A sensitive innocent, Hendrickje Stoffels escapes the harsh realities of her garrison home-town to take up a servant's role in Rembrandt's household. She soon becomes his lover and closest confidante, and plays witness to the highs and lows of the great artist's life. But Hendrickje is fated to discover the hypocrisy and greed of society in Amsterdam's Golden Age. In sensuous prose, Matton paints a powerful fictional portrait of this impassioned relationship through the eyes of a remarkable woman.

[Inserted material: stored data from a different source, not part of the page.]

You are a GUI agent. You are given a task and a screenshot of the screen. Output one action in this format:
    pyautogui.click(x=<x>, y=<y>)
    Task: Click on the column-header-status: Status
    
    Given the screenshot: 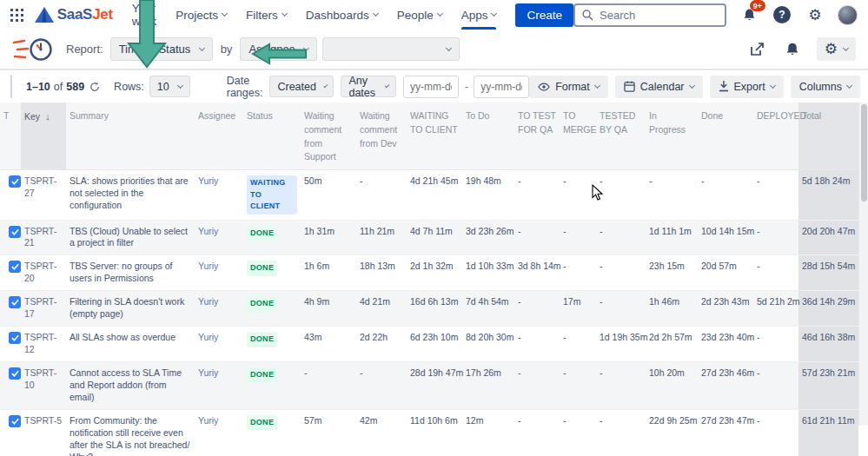 What is the action you would take?
    pyautogui.click(x=272, y=136)
    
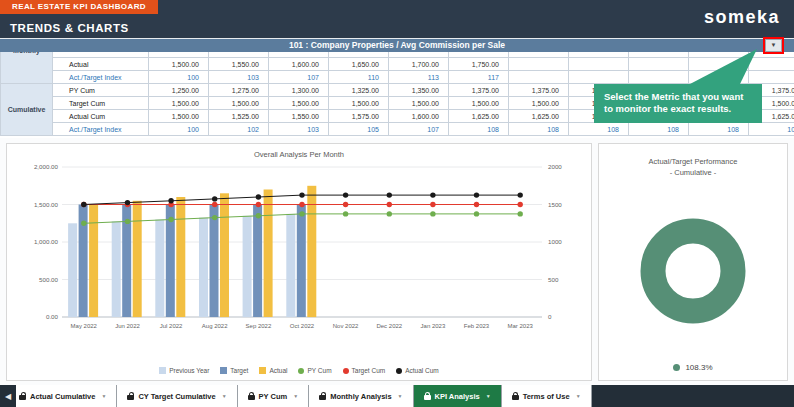 Image resolution: width=794 pixels, height=407 pixels. What do you see at coordinates (742, 18) in the screenshot?
I see `someka-logo: someka` at bounding box center [742, 18].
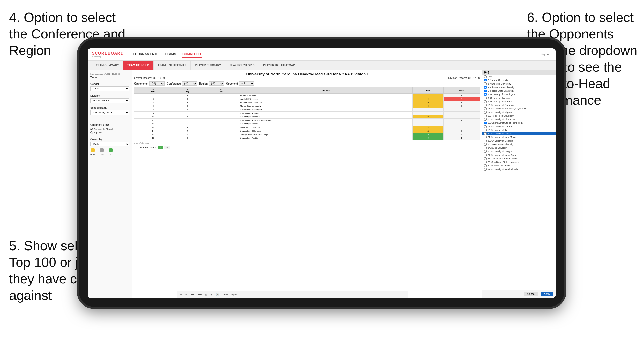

Between 1931 and 1939, central Athens was transformed by the expropriation and demolition of the Vrysaki neighborhood at the foot of the Acropolis. In these few years, more than 5,000 inhabitants were displaced and 348 properties were torn down so that the American School of Classical Studies at Athens (ASCSA) could excavate the ancient Agora; the scale of the project and the degree to which it was documented make this a unique episode in the history of Greek archaeology. Using materials from the ASCSA Archives and a large collection of photographs from the 1930s, this volume details the history of the negotiations, the expropriations, and, most importantly, the Vrysaki neighborhood itself. Illustrating its streets, shops, houses, names, and faces, the author provides a vivid recreation of the community that was Vrysaki.
Charles Matton's perfect small-scale reconstructions are a disruptive yet profoundly bewitching glimpse of our physical and private world. Charles Matton (1931-2008) was a French painter, sculptor, photographer, stage designer, screenwriter, and producer. An extraordinary, multifaceted artist, Matton explored the many possibilities of visual and written expressions, only to become more aware of their limitations. His desire to create reality--and not merely represent it--led him to design, build, paint, and weave in order to reconstitute over 200 striking three-dimensional scenes of our everyday life, drawing from imaginative literary fiction, trompe l'oeil techniques, mirror illusions, and Dutch and American realist painting. His miniature boxes or "space reconstructions" will be featured at the exhibition Otherworldly: Optical Delusions and Small Realities (June 7-September 18, 2011) at the Museum of Arts and Design in New York.